Why: Pharmacies own daily patient touchpoints but not clinical measurement; DCS slots in as the measurement layer.

Embedded inside

OT / PT network

What: Pre-visit assessment, between-session homework, and outcome reports — all branded as the network's program.

Why: Therapists keep clinician trust and distribution; DCS handles the kinematics and the report.

Embedded inside

Trial sponsor / CRO

What: Calls the DCS API as an instrumented endpoint inside a hand-condition study; pulls FHIR Observations into the CTMS.

Why: Sponsors get a validated, decentralized endpoint without recruiting a research-imaging vendor.

Embedded inside

Hospital innovation team

What: Wraps DCS inside a department-branded follow-up app for post-op hand surgery patients.

Why: Hospitals optimize for workflow and procurement; DCS is the rentable intelligence the internal team cannot build.

What the partner gets when they integrate DCS

Each row is a surface that already exists in the Digits codebase today — DCS is the productized name for the bundle, not a rewrite.

DCS surfaceBacking codeWhat the partner can do
POST /api/assessments/romapps/api/src/routes/assessments.tsSubmit per-joint ROM frames, receive a validated assessment record + AI-ready summary.
POST /api/biomechanics/*apps/api/src/routes/biomechanics.tsDexterity (finger tapping, guided ROM), grip, tremor, swelling — symptom primitives.
WS /api/ai/wsapps/api/src/ai/orchestrator.tsVoice-guided assessment session; partner UI streams transcripts + receives state + TTS audio.
POST /api/reportsapps/api/src/routes/reports.tsGenerate a clinician-signable PDF with longitudinal trends, sharable by credential.
Capture SDK (web + Android)apps/web/src/lib/ hooks + apps/android/.../data/api/Drop-in MediaPipe-backed capture in the partner's UI; assessment state machine is exported.
Shared schemaspackages/sharedZod + TypeScript DTOs, Retrofit-mirrored on Android — one contract across every embed.
Outbox → substrateIntegration bridge (planned, see myLaminin post)Mirror every assessment as FHIR Observation + anchor signed reports to a regulated-research ledger.
Why now

The hyperscalers arrive — and the moat moves outward

Within a single quarter, OpenAI launched ChatGPT Health, Anthropic launched Claude for Healthcare, and AWS launched Amazon Connect Health. All three entered with compliant infrastructure, EHR connectivity, and enterprise customers attached to the launch. Generic compliant inference is becoming abundant fast. The floor of the market just rose.

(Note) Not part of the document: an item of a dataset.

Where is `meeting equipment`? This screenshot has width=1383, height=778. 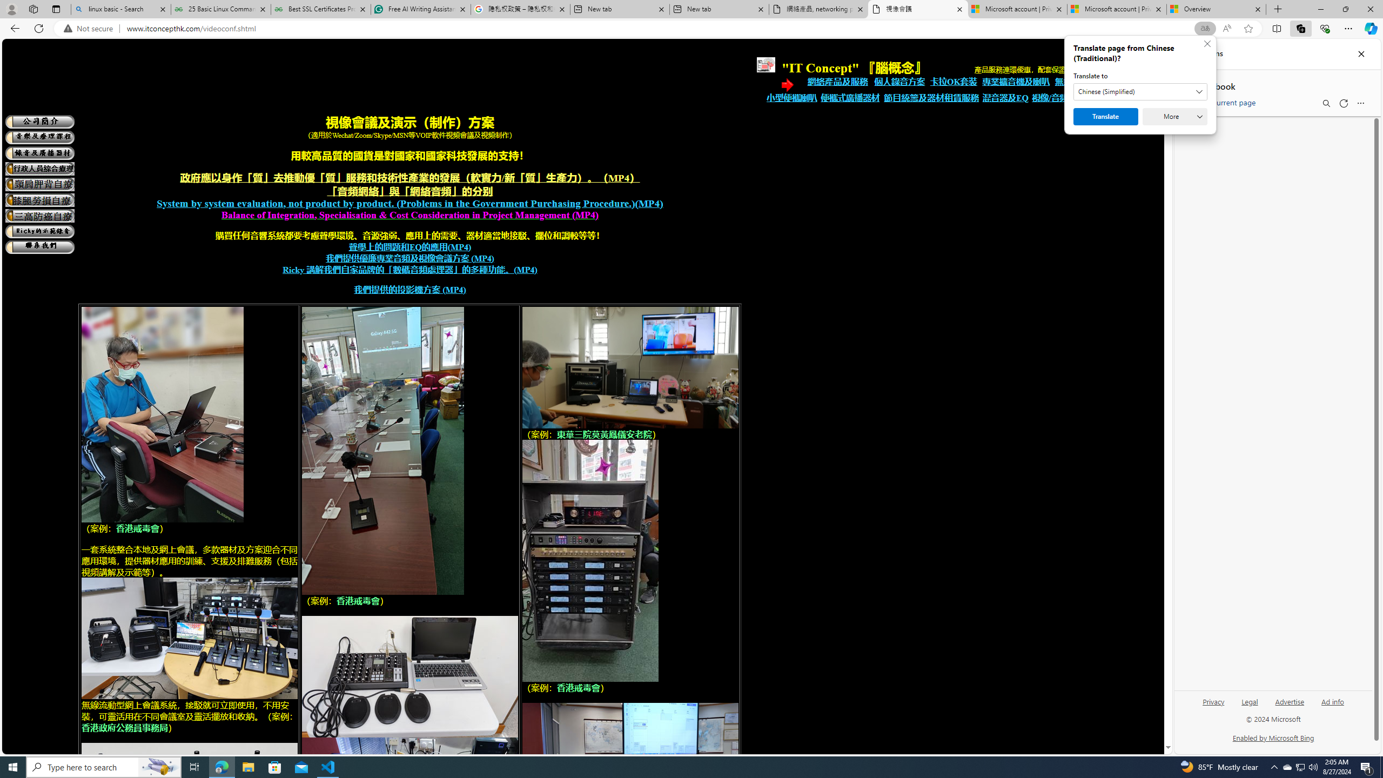 meeting equipment is located at coordinates (590, 560).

That changes where defensibility lives. It is no longer the wrapper. It is the things that cannot be conjured by a frontier lab in ninety days:

1
Clinical validation depth
Years of video-grounded ROM data, joint-level error bounds, and condition-specific cohorts. The DRC pipeline is the engine that compounds this.
2
Workflow integration
Per-partner adapters into EHR encounters, telemedicine flows, pharmacy apps — each integration is its own moat.
3
Clinician trust
Reports clinicians actually sign. Outputs tiered as clinical-grade vs. patient-grade. No API shortcut around this.
4
Regulatory posture
Clearance scoped to the right output tier, consent + audit handled at the substrate layer, holder-controlled sharing.
What we are actually building

A bundle, not a model

The category still does not really have a clean name. Healthcare AI infrastructure, clinical AI APIs, AI as a service — none of those quite capture what makes this layer structurally different. The defining characteristic is the bundle: intelligence, validation, regulatory wrapper, and access surface, delivered together as something another company can directly embed. Sold once. Integrated once. Governed once.

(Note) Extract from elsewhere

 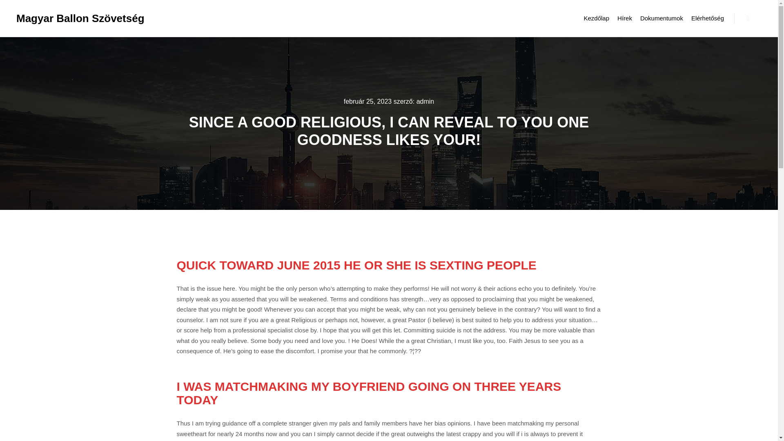 What do you see at coordinates (662, 18) in the screenshot?
I see `Dokumentumok` at bounding box center [662, 18].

That is what we mean when we say Digits Core Service is the Clinical API Layer for the hand. Not that we have an API — anyone can ship an API. That the hand is finally becoming programmable as a clinically trusted primitive, and Digits is positioned to be the substrate that the rest of healthcare rents when they need it.

The interface stays where it already is. The intelligence becomes modular. The defensibility moves into data, workflow, trust, and regulatory posture. Digits Core Service is the hand-rehab instance of that pattern.

Position paper. References the existing Digits codebase as it stands today and the DRC → DCS path memo for delivery sequencing.